Thursday, January 12, 2017

Altitude Sickness (8/2009)


My head hurts, up this high. Its only 6200 feet tonight and I'm headed further up tomorrow, but still, its dry, its high, my skin feels tight around my face, my voice is cracking and my head hurts. But Colorado calls every August and I come here beckoned. A yearly pilgrimage. Today I was thinking about a few years back, same time, a random meeting, or re-meeting, rather, of an old friend. Someone who'd disappeared and then showed up, leaning against a wall, a smirkish smile, arms crossed, looking still like a kid, but older, greyer, more life and more lines in his eyes. Beautiful, tired and unsure. And I was thinking of this old friend's fearlessness back then, perhaps foolishness, perhaps blindness, but call it what I will, whatever it was, his audacity was exciting and tempting and impossible and as crazy as Frank carrying the cross from Maine to Mexico. I leaned into it for a few days, a little while, then shook it off like a deja vu.  He's gone again, disappeared into another crack in the mountains I think, running a river or running a hill or maybe he stopped running things and maybe he's eating dinner with someone he loves, a life he ran after.  I started this blog not knowing what I was going to write about, but the fingers felt itchy to type, up here in the thin air. But I knew what I was thinking of and it wasn't this lost friend. It was something else, but now that this memory has elbowed its way in front of the other I can almost see why. He's a haunting, wisping through the movie running currently in my head. I am being oblique here. Running around my own foolishness and audacity, blind and wonderful.  I wonder if the boy who leaned will come back in 10 years, just to lean in the back corner of a theater I'm playing, with a boy next to him. I wonder if there's a reason for people to show up unsuspecting in our lives, to tempt or lead or illuminate. I'm not a woman of faith or fate. I'm a woman of concrete evidence.  But lean against a door that falls open and how are you not supposed to walk through, curious. Of course, Pandora probably asked the same question and see where it led her. 

This could all be a dizzying lightheaded dream. Or that could have been. 

Sarah Carter was in Mexico, working at a radio station, and sang a song that was heard in northern California. Someone came running who heard it. Years later. 

I have no intention of singing that song or looking to go backwards. I wrote of loneliness lately and there's an antithesis here between the thin air of memory and the heaviness of lonely. I'm just curious about the last page of the story.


• **Exercise goal**
Produce a word-for-word restatement of the lines from the line with "Tell me where <item>clothing</item> is." to the end of the listing below, inclusive.

• **Data extract**
BEGIN

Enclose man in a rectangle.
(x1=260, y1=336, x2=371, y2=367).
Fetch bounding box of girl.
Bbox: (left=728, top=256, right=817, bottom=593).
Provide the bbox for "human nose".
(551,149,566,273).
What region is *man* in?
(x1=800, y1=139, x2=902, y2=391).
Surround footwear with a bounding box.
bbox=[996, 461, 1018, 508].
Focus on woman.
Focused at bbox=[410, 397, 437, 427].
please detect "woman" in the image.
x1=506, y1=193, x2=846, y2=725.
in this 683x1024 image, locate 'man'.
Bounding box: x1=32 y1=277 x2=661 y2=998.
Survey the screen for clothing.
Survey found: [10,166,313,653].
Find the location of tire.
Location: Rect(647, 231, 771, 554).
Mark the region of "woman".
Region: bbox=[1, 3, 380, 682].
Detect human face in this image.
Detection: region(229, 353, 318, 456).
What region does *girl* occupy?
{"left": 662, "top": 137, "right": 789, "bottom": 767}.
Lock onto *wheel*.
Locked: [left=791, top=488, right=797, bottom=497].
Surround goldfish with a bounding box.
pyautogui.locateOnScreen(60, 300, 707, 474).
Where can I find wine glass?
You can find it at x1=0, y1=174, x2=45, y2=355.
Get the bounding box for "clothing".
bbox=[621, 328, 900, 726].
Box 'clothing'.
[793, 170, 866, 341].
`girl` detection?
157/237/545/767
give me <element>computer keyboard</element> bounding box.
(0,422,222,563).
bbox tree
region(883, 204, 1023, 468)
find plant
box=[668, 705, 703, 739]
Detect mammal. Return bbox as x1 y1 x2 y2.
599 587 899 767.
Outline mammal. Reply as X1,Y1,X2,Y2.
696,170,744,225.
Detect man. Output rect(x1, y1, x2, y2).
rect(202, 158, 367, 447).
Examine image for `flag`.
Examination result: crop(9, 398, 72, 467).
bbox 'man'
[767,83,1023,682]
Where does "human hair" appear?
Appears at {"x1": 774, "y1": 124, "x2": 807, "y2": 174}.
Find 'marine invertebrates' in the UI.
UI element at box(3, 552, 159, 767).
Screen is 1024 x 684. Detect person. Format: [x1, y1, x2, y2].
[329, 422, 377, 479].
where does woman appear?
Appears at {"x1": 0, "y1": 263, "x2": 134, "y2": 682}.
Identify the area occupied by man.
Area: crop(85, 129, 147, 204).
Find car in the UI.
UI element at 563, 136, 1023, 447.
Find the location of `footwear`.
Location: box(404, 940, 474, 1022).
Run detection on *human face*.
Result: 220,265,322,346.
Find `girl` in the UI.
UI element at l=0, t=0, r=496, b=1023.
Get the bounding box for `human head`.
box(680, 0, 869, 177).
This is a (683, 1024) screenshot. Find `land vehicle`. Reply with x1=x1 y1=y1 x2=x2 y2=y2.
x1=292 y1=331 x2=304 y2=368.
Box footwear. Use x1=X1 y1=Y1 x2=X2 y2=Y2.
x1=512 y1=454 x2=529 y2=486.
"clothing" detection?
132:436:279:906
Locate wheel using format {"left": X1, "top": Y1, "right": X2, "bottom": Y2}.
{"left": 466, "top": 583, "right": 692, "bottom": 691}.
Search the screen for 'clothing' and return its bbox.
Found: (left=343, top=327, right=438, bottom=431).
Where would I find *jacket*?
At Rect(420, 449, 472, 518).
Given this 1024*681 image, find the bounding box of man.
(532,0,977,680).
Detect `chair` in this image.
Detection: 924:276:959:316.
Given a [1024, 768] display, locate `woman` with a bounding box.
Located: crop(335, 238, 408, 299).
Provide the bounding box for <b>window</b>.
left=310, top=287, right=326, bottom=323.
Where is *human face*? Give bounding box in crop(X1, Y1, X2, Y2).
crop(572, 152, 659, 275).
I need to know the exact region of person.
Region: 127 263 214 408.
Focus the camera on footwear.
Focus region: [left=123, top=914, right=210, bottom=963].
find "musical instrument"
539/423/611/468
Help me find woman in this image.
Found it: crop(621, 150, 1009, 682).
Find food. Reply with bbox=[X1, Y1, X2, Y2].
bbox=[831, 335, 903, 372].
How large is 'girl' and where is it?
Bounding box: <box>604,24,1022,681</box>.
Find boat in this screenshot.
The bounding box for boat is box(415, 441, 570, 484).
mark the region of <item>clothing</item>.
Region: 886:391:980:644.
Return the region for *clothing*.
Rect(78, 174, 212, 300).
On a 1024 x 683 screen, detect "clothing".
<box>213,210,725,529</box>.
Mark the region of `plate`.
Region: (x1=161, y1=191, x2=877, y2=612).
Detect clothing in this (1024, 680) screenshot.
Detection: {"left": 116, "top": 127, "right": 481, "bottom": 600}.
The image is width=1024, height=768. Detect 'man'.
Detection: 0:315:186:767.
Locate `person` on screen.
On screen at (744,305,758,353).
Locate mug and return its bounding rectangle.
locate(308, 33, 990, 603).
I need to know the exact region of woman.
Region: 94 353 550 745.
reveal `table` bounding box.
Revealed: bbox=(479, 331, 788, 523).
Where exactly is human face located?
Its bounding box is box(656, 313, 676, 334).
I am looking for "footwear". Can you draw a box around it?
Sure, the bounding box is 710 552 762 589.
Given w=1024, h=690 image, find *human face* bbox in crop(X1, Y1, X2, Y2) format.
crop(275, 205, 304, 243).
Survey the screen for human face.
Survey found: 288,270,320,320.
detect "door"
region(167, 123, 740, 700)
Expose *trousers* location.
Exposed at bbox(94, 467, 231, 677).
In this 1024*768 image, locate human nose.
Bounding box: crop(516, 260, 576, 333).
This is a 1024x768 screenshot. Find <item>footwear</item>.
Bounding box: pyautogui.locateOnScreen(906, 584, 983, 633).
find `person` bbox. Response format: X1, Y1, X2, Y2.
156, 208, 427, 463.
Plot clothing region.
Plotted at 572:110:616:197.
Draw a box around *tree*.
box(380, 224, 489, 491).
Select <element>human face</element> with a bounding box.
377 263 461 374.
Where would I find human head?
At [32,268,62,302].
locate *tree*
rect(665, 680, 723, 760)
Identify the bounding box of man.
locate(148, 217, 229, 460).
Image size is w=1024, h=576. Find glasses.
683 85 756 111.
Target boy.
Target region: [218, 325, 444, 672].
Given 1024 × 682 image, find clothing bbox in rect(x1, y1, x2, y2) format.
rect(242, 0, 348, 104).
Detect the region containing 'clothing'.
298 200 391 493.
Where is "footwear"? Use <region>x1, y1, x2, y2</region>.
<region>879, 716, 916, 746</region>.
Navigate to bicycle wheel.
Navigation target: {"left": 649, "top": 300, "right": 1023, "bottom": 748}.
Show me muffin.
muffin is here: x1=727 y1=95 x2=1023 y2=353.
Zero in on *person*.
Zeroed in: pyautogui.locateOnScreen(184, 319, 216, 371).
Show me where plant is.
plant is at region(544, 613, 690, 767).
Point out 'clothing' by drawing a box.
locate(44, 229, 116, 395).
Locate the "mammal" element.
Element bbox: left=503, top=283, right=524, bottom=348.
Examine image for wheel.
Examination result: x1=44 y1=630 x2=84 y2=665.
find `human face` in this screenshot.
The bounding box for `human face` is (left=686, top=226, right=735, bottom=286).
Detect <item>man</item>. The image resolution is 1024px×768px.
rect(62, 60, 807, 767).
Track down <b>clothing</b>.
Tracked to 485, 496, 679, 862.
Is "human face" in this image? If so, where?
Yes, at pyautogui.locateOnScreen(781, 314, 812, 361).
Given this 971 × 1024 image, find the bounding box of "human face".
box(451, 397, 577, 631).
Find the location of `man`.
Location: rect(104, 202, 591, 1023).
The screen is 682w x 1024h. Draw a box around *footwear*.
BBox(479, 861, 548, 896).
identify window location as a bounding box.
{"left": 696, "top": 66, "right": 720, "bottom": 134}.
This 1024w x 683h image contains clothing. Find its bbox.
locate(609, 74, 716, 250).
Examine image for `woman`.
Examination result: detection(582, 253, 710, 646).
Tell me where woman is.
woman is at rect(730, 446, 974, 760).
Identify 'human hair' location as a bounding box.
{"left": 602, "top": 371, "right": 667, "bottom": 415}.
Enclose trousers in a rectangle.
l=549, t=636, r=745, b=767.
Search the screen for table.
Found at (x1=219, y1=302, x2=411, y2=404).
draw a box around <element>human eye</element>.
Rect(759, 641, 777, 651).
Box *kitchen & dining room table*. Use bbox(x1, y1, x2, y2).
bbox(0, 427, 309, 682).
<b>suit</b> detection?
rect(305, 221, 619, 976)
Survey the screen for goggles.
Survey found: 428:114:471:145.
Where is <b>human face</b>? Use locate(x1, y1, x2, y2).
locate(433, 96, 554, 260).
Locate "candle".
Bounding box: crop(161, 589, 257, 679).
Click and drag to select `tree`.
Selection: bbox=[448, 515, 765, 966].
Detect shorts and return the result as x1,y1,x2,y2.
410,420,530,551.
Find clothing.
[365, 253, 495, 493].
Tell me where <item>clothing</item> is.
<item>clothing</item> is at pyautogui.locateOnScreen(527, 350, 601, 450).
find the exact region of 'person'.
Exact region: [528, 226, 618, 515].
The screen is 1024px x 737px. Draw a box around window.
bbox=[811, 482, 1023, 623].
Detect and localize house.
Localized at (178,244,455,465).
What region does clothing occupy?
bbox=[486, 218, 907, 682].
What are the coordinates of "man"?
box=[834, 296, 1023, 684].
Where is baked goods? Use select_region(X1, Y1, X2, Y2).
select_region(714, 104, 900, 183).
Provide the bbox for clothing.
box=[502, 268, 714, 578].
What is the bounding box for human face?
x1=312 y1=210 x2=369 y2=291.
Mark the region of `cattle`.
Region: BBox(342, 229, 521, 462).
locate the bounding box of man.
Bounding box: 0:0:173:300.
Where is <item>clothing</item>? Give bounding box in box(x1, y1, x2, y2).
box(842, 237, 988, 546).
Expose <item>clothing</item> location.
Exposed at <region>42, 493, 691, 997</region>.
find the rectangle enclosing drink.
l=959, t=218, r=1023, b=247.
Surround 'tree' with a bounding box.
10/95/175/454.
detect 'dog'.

END

• **Reply to the task**
Tell me where <item>clothing</item> is.
<item>clothing</item> is at pyautogui.locateOnScreen(527, 350, 601, 450).
find the exact region of 'person'.
Exact region: [528, 226, 618, 515].
The screen is 1024px x 737px. Draw a box around window.
bbox=[811, 482, 1023, 623].
Detect and localize house.
Localized at (178,244,455,465).
What region does clothing occupy?
bbox=[486, 218, 907, 682].
What are the coordinates of "man"?
box=[834, 296, 1023, 684].
Where is baked goods? Use select_region(X1, Y1, X2, Y2).
select_region(714, 104, 900, 183).
Provide the bbox for clothing.
box=[502, 268, 714, 578].
What is the bounding box for human face?
x1=312 y1=210 x2=369 y2=291.
Mark the region of `cattle`.
Region: BBox(342, 229, 521, 462).
locate the bounding box of man.
Bounding box: 0:0:173:300.
Where is <item>clothing</item>? Give bounding box in box(x1, y1, x2, y2).
box(842, 237, 988, 546).
Expose <item>clothing</item> location.
Exposed at <region>42, 493, 691, 997</region>.
find the rectangle enclosing drink.
l=959, t=218, r=1023, b=247.
Surround 'tree' with a bounding box.
10/95/175/454.
detect 'dog'.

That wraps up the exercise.